By: Bob Adner
I’d like you to indulge me for a moment while I recall my job working for Channel Constructers, the company operating the crushers, sand plant and shipping bins. My job was the only one of its kind on the entire project. You wrote in your book about how the crushers were the largest in the world. The throat of the crushers would accept a rock eleven feet long, five feet wide and four feet thick. And the operators tried to get bigger ones through there. Naturally they got stuck about halfway down and the only way to get them loose was with dynamite. That was my job, blast the rock loose without damaging the crusher. I was one of the few blasters on the project that carried a private license. A good friend of mine that worked for MCS on the face of the gorge Tommy Rink was going to get his but never followed through on it. He was from Hornell NY and I’ve always wondered what became of him. We worked together for three years on the St. Lawrence Seaway and came down here together.

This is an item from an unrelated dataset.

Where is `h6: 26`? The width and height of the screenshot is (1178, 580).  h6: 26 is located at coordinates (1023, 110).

The crushers consisted of a steel box with two impellers inside that weighed three tons each and turned at the speed of 1800 rpm. Each one had three breaker bars on them that were four feet long and eight inches thick. These bars flung the rocks against the inside of the crusher against other breaker bars. After the stockpiles were built up they would shut the crushers down on the third shift so the welders could resurface the breaker bars.

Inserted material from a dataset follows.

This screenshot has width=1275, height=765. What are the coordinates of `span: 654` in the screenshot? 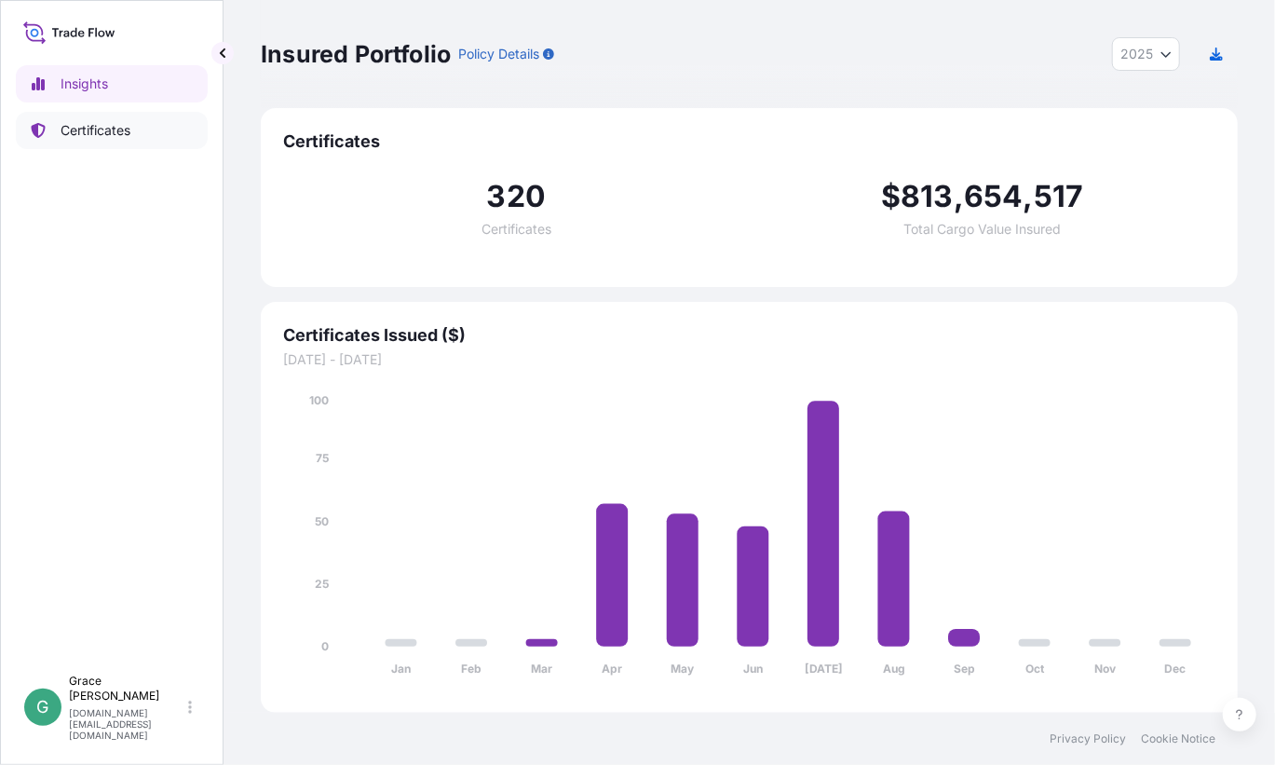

One of the engineers from Uhl-Hall and Rich ran a time study on the speed of the operation from the bottom of the forebay to the rock coming off the belt of the crushers. They came up with the figures that when one of the crushers was down it was costing the entire operation 27 dollars per minute. With the crushers down The Payhaulers were down, the shovels in the hole were down and the cleanup dozers on the floor of the forebay were down. And I got my time down about two-and one-half minutes to open a crusher. I carried a quarter stick of 40 per cent in one pocket and a zero delay blasting cap in the other. Talk about living
life dangerously.
Sorry to take up your time reminiscing but there are many good stories to be told!